Vanderbilt’s William Schaffner, MD, says Getting Flu Shots into Arms Won’t Be Easy

Video

Interview

Schaffner, medical director of the National Foundation for Infectious Disease, says we need to re-educate on the dangers of flu and "sell" the influenza vaccine to the vaccine-fatigued.

"I think we're going to have to work very hard to get flu vaccines into arms this fall," said William Schaffner, MD, medical director of the National Foundation for Infectious Disease.

Schaffner's concern, he explained in a recent interview with Patient Care Online, is that amidst the prolonged promotion around COVID-19 vaccines and now COVID-19 boosters, concerns about influenza and the danger it poses as well as the US appetite for the flu shot could all be blunted. He suggested that patients may a reminder that flu is a "nasty virus" and that clinicians may "have to, if you will, sell influenza vaccine."

Like many in infectious disease and public health circles, Schaffner also is concerned about the convergence of re-emerging seasonal respiratory viruses with COVID-19 as mitigation measures wane, social interaction increases, and children go back to school. "Children have the distribution franchise for the influenza virus," he pointed out and added that influenza spread this year is going to be fueled by kids. In our short interview, he also provided coaching on vaccination persuasion.


William Schaffner, MD, is medical director of the National Foundation for Infectious Diseases, professor of preventive medicine in the Department of Health Policy and a professor of medicine in the Division of Infectious Diseases at Vanderbilt University School of Medicine in Nashville.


Assignment :: When you copy the records that follow, please keep every word exactly as it is and leave out the pictures.

Data under study ::
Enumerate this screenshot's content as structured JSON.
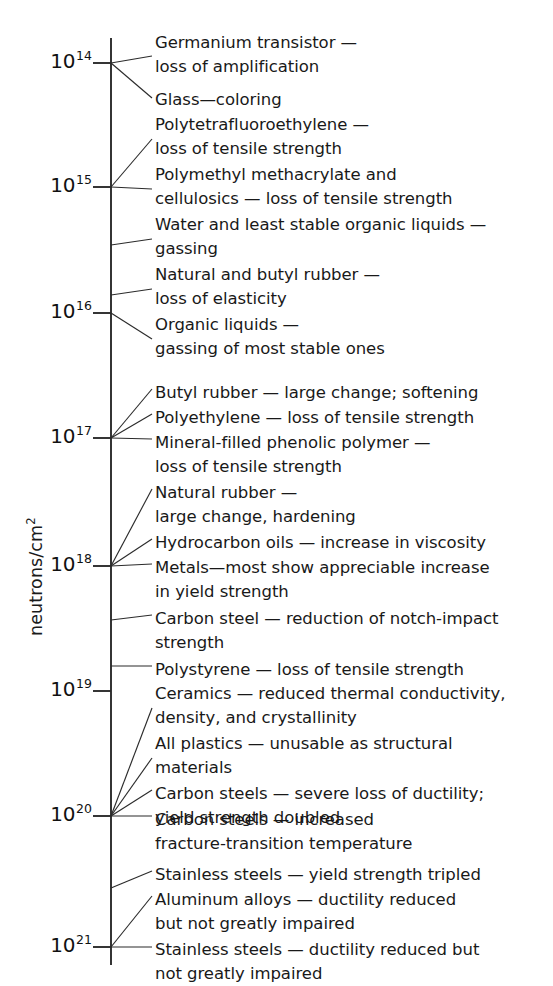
{
  "axis": {
    "title": "neutrons/cm",
    "title_exponent": "2",
    "line_x": 111,
    "line_top": 38,
    "line_bottom": 965,
    "tick_labels": [
      {
        "base": "10",
        "exponent": "14",
        "value": 100000000000000.0,
        "y": 63
      },
      {
        "base": "10",
        "exponent": "15",
        "value": 1000000000000000.0,
        "y": 187
      },
      {
        "base": "10",
        "exponent": "16",
        "value": 1e+16,
        "y": 313
      },
      {
        "base": "10",
        "exponent": "17",
        "value": 1e+17,
        "y": 438
      },
      {
        "base": "10",
        "exponent": "18",
        "value": 1e+18,
        "y": 566
      },
      {
        "base": "10",
        "exponent": "19",
        "value": 1e+19,
        "y": 691
      },
      {
        "base": "10",
        "exponent": "20",
        "value": 1e+20,
        "y": 816
      },
      {
        "base": "10",
        "exponent": "21",
        "value": 1e+21,
        "y": 947
      }
    ]
  },
  "annotations": [
    {
      "id": "germanium-transistor",
      "text": "Germanium transistor —\nloss of amplification",
      "y": 31,
      "anchor_y": 63,
      "leader_to_y": 56
    },
    {
      "id": "glass-coloring",
      "text": "Glass—coloring",
      "y": 88,
      "anchor_y": 63,
      "leader_to_y": 98
    },
    {
      "id": "ptfe",
      "text": "Polytetrafluoroethylene —\nloss of tensile strength",
      "y": 113,
      "anchor_y": 187,
      "leader_to_y": 139
    },
    {
      "id": "pmma-cellulosics",
      "text": "Polymethyl methacrylate and\ncellulosics — loss of tensile strength",
      "y": 163,
      "anchor_y": 187,
      "leader_to_y": 189
    },
    {
      "id": "water-organic-liquids",
      "text": "Water and least stable organic liquids —\ngassing",
      "y": 213,
      "anchor_y": 245,
      "leader_to_y": 239
    },
    {
      "id": "natural-butyl-rubber",
      "text": "Natural and butyl rubber —\nloss of elasticity",
      "y": 263,
      "anchor_y": 295,
      "leader_to_y": 289
    },
    {
      "id": "organic-liquids",
      "text": "Organic liquids —\ngassing of most stable ones",
      "y": 313,
      "anchor_y": 313,
      "leader_to_y": 339
    },
    {
      "id": "butyl-rubber",
      "text": "Butyl rubber — large change; softening",
      "y": 381,
      "anchor_y": 438,
      "leader_to_y": 389
    },
    {
      "id": "polyethylene",
      "text": "Polyethylene — loss of tensile strength",
      "y": 406,
      "anchor_y": 438,
      "leader_to_y": 414
    },
    {
      "id": "mineral-filled-phenolic",
      "text": "Mineral-filled phenolic polymer —\nloss of tensile strength",
      "y": 431,
      "anchor_y": 438,
      "leader_to_y": 439
    },
    {
      "id": "natural-rubber",
      "text": "Natural rubber —\nlarge change, hardening",
      "y": 481,
      "anchor_y": 566,
      "leader_to_y": 489
    },
    {
      "id": "hydrocarbon-oils",
      "text": "Hydrocarbon oils — increase in viscosity",
      "y": 531,
      "anchor_y": 566,
      "leader_to_y": 539
    },
    {
      "id": "metals-yield",
      "text": "Metals—most show appreciable increase\nin yield strength",
      "y": 556,
      "anchor_y": 566,
      "leader_to_y": 564
    },
    {
      "id": "carbon-steel-notch",
      "text": "Carbon steel — reduction of notch-impact\nstrength",
      "y": 607,
      "anchor_y": 620,
      "leader_to_y": 615
    },
    {
      "id": "polystyrene",
      "text": "Polystyrene — loss of tensile strength",
      "y": 658,
      "anchor_y": 666,
      "leader_to_y": 666
    },
    {
      "id": "ceramics",
      "text": "Ceramics — reduced thermal conductivity,\ndensity, and crystallinity",
      "y": 682,
      "anchor_y": 816,
      "leader_to_y": 708
    },
    {
      "id": "all-plastics",
      "text": "All plastics — unusable as structural\nmaterials",
      "y": 732,
      "anchor_y": 816,
      "leader_to_y": 758
    },
    {
      "id": "carbon-steels-ductility",
      "text": "Carbon steels — severe loss of ductility;\nyield strength doubled",
      "y": 782,
      "anchor_y": 816,
      "leader_to_y": 790
    },
    {
      "id": "carbon-steels-fracture",
      "text": "Carbon steels — increased\nfracture-transition temperature",
      "y": 808,
      "anchor_y": 816,
      "leader_to_y": 816
    },
    {
      "id": "stainless-yield",
      "text": "Stainless steels — yield strength tripled",
      "y": 863,
      "anchor_y": 888,
      "leader_to_y": 871
    },
    {
      "id": "aluminum-alloys",
      "text": "Aluminum alloys — ductility reduced\nbut not greatly impaired",
      "y": 888,
      "anchor_y": 947,
      "leader_to_y": 896
    },
    {
      "id": "stainless-ductility",
      "text": "Stainless steels — ductility reduced but\nnot greatly impaired",
      "y": 938,
      "anchor_y": 947,
      "leader_to_y": 947
    }
  ],
  "chart_data": {
    "type": "scatter",
    "title": "",
    "xlabel": "",
    "ylabel": "neutrons/cm2",
    "ylim": [
      100000000000000.0,
      1e+21
    ],
    "yscale": "log",
    "grid": false,
    "legend": "none",
    "ytick_labels": [
      "10^14",
      "10^15",
      "10^16",
      "10^17",
      "10^18",
      "10^19",
      "10^20",
      "10^21"
    ],
    "ytick_values": [
      100000000000000.0,
      1000000000000000.0,
      1e+16,
      1e+17,
      1e+18,
      1e+19,
      1e+20,
      1e+21
    ],
    "annotations": [
      {
        "label": "Germanium transistor — loss of amplification",
        "value": 100000000000000.0
      },
      {
        "label": "Glass—coloring",
        "value": 100000000000000.0
      },
      {
        "label": "Polytetrafluoroethylene — loss of tensile strength",
        "value": 1000000000000000.0
      },
      {
        "label": "Polymethyl methacrylate and cellulosics — loss of tensile strength",
        "value": 1000000000000000.0
      },
      {
        "label": "Water and least stable organic liquids — gassing",
        "value": 3000000000000000.0
      },
      {
        "label": "Natural and butyl rubber — loss of elasticity",
        "value": 7000000000000000.0
      },
      {
        "label": "Organic liquids — gassing of most stable ones",
        "value": 1e+16
      },
      {
        "label": "Butyl rubber — large change; softening",
        "value": 1e+17
      },
      {
        "label": "Polyethylene — loss of tensile strength",
        "value": 1e+17
      },
      {
        "label": "Mineral-filled phenolic polymer — loss of tensile strength",
        "value": 1e+17
      },
      {
        "label": "Natural rubber — large change, hardening",
        "value": 1e+18
      },
      {
        "label": "Hydrocarbon oils — increase in viscosity",
        "value": 1e+18
      },
      {
        "label": "Metals—most show appreciable increase in yield strength",
        "value": 1e+18
      },
      {
        "label": "Carbon steel — reduction of notch-impact strength",
        "value": 1.9e+18
      },
      {
        "label": "Polystyrene — loss of tensile strength",
        "value": 5e+18
      },
      {
        "label": "Ceramics — reduced thermal conductivity, density, and crystallinity",
        "value": 1e+20
      },
      {
        "label": "All plastics — unusable as structural materials",
        "value": 1e+20
      },
      {
        "label": "Carbon steels — severe loss of ductility; yield strength doubled",
        "value": 1e+20
      },
      {
        "label": "Carbon steels — increased fracture-transition temperature",
        "value": 1e+20
      },
      {
        "label": "Stainless steels — yield strength tripled",
        "value": 3e+20
      },
      {
        "label": "Aluminum alloys — ductility reduced but not greatly impaired",
        "value": 1e+21
      },
      {
        "label": "Stainless steels — ductility reduced but not greatly impaired",
        "value": 1e+21
      }
    ]
  }
}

Solved problem ::
Enumerate this screenshot's content as structured JSON.
{
  "axis": {
    "title": "neutrons/cm",
    "title_exponent": "2",
    "line_x": 111,
    "line_top": 38,
    "line_bottom": 965,
    "tick_labels": [
      {
        "base": "10",
        "exponent": "14",
        "value": 100000000000000.0,
        "y": 63
      },
      {
        "base": "10",
        "exponent": "15",
        "value": 1000000000000000.0,
        "y": 187
      },
      {
        "base": "10",
        "exponent": "16",
        "value": 1e+16,
        "y": 313
      },
      {
        "base": "10",
        "exponent": "17",
        "value": 1e+17,
        "y": 438
      },
      {
        "base": "10",
        "exponent": "18",
        "value": 1e+18,
        "y": 566
      },
      {
        "base": "10",
        "exponent": "19",
        "value": 1e+19,
        "y": 691
      },
      {
        "base": "10",
        "exponent": "20",
        "value": 1e+20,
        "y": 816
      },
      {
        "base": "10",
        "exponent": "21",
        "value": 1e+21,
        "y": 947
      }
    ]
  },
  "annotations": [
    {
      "id": "germanium-transistor",
      "text": "Germanium transistor —\nloss of amplification",
      "y": 31,
      "anchor_y": 63,
      "leader_to_y": 56
    },
    {
      "id": "glass-coloring",
      "text": "Glass—coloring",
      "y": 88,
      "anchor_y": 63,
      "leader_to_y": 98
    },
    {
      "id": "ptfe",
      "text": "Polytetrafluoroethylene —\nloss of tensile strength",
      "y": 113,
      "anchor_y": 187,
      "leader_to_y": 139
    },
    {
      "id": "pmma-cellulosics",
      "text": "Polymethyl methacrylate and\ncellulosics — loss of tensile strength",
      "y": 163,
      "anchor_y": 187,
      "leader_to_y": 189
    },
    {
      "id": "water-organic-liquids",
      "text": "Water and least stable organic liquids —\ngassing",
      "y": 213,
      "anchor_y": 245,
      "leader_to_y": 239
    },
    {
      "id": "natural-butyl-rubber",
      "text": "Natural and butyl rubber —\nloss of elasticity",
      "y": 263,
      "anchor_y": 295,
      "leader_to_y": 289
    },
    {
      "id": "organic-liquids",
      "text": "Organic liquids —\ngassing of most stable ones",
      "y": 313,
      "anchor_y": 313,
      "leader_to_y": 339
    },
    {
      "id": "butyl-rubber",
      "text": "Butyl rubber — large change; softening",
      "y": 381,
      "anchor_y": 438,
      "leader_to_y": 389
    },
    {
      "id": "polyethylene",
      "text": "Polyethylene — loss of tensile strength",
      "y": 406,
      "anchor_y": 438,
      "leader_to_y": 414
    },
    {
      "id": "mineral-filled-phenolic",
      "text": "Mineral-filled phenolic polymer —\nloss of tensile strength",
      "y": 431,
      "anchor_y": 438,
      "leader_to_y": 439
    },
    {
      "id": "natural-rubber",
      "text": "Natural rubber —\nlarge change, hardening",
      "y": 481,
      "anchor_y": 566,
      "leader_to_y": 489
    },
    {
      "id": "hydrocarbon-oils",
      "text": "Hydrocarbon oils — increase in viscosity",
      "y": 531,
      "anchor_y": 566,
      "leader_to_y": 539
    },
    {
      "id": "metals-yield",
      "text": "Metals—most show appreciable increase\nin yield strength",
      "y": 556,
      "anchor_y": 566,
      "leader_to_y": 564
    },
    {
      "id": "carbon-steel-notch",
      "text": "Carbon steel — reduction of notch-impact\nstrength",
      "y": 607,
      "anchor_y": 620,
      "leader_to_y": 615
    },
    {
      "id": "polystyrene",
      "text": "Polystyrene — loss of tensile strength",
      "y": 658,
      "anchor_y": 666,
      "leader_to_y": 666
    },
    {
      "id": "ceramics",
      "text": "Ceramics — reduced thermal conductivity,\ndensity, and crystallinity",
      "y": 682,
      "anchor_y": 816,
      "leader_to_y": 708
    },
    {
      "id": "all-plastics",
      "text": "All plastics — unusable as structural\nmaterials",
      "y": 732,
      "anchor_y": 816,
      "leader_to_y": 758
    },
    {
      "id": "carbon-steels-ductility",
      "text": "Carbon steels — severe loss of ductility;\nyield strength doubled",
      "y": 782,
      "anchor_y": 816,
      "leader_to_y": 790
    },
    {
      "id": "carbon-steels-fracture",
      "text": "Carbon steels — increased\nfracture-transition temperature",
      "y": 808,
      "anchor_y": 816,
      "leader_to_y": 816
    },
    {
      "id": "stainless-yield",
      "text": "Stainless steels — yield strength tripled",
      "y": 863,
      "anchor_y": 888,
      "leader_to_y": 871
    },
    {
      "id": "aluminum-alloys",
      "text": "Aluminum alloys — ductility reduced\nbut not greatly impaired",
      "y": 888,
      "anchor_y": 947,
      "leader_to_y": 896
    },
    {
      "id": "stainless-ductility",
      "text": "Stainless steels — ductility reduced but\nnot greatly impaired",
      "y": 938,
      "anchor_y": 947,
      "leader_to_y": 947
    }
  ],
  "chart_data": {
    "type": "scatter",
    "title": "",
    "xlabel": "",
    "ylabel": "neutrons/cm2",
    "ylim": [
      100000000000000.0,
      1e+21
    ],
    "yscale": "log",
    "grid": false,
    "legend": "none",
    "ytick_labels": [
      "10^14",
      "10^15",
      "10^16",
      "10^17",
      "10^18",
      "10^19",
      "10^20",
      "10^21"
    ],
    "ytick_values": [
      100000000000000.0,
      1000000000000000.0,
      1e+16,
      1e+17,
      1e+18,
      1e+19,
      1e+20,
      1e+21
    ],
    "annotations": [
      {
        "label": "Germanium transistor — loss of amplification",
        "value": 100000000000000.0
      },
      {
        "label": "Glass—coloring",
        "value": 100000000000000.0
      },
      {
        "label": "Polytetrafluoroethylene — loss of tensile strength",
        "value": 1000000000000000.0
      },
      {
        "label": "Polymethyl methacrylate and cellulosics — loss of tensile strength",
        "value": 1000000000000000.0
      },
      {
        "label": "Water and least stable organic liquids — gassing",
        "value": 3000000000000000.0
      },
      {
        "label": "Natural and butyl rubber — loss of elasticity",
        "value": 7000000000000000.0
      },
      {
        "label": "Organic liquids — gassing of most stable ones",
        "value": 1e+16
      },
      {
        "label": "Butyl rubber — large change; softening",
        "value": 1e+17
      },
      {
        "label": "Polyethylene — loss of tensile strength",
        "value": 1e+17
      },
      {
        "label": "Mineral-filled phenolic polymer — loss of tensile strength",
        "value": 1e+17
      },
      {
        "label": "Natural rubber — large change, hardening",
        "value": 1e+18
      },
      {
        "label": "Hydrocarbon oils — increase in viscosity",
        "value": 1e+18
      },
      {
        "label": "Metals—most show appreciable increase in yield strength",
        "value": 1e+18
      },
      {
        "label": "Carbon steel — reduction of notch-impact strength",
        "value": 1.9e+18
      },
      {
        "label": "Polystyrene — loss of tensile strength",
        "value": 5e+18
      },
      {
        "label": "Ceramics — reduced thermal conductivity, density, and crystallinity",
        "value": 1e+20
      },
      {
        "label": "All plastics — unusable as structural materials",
        "value": 1e+20
      },
      {
        "label": "Carbon steels — severe loss of ductility; yield strength doubled",
        "value": 1e+20
      },
      {
        "label": "Carbon steels — increased fracture-transition temperature",
        "value": 1e+20
      },
      {
        "label": "Stainless steels — yield strength tripled",
        "value": 3e+20
      },
      {
        "label": "Aluminum alloys — ductility reduced but not greatly impaired",
        "value": 1e+21
      },
      {
        "label": "Stainless steels — ductility reduced but not greatly impaired",
        "value": 1e+21
      }
    ]
  }
}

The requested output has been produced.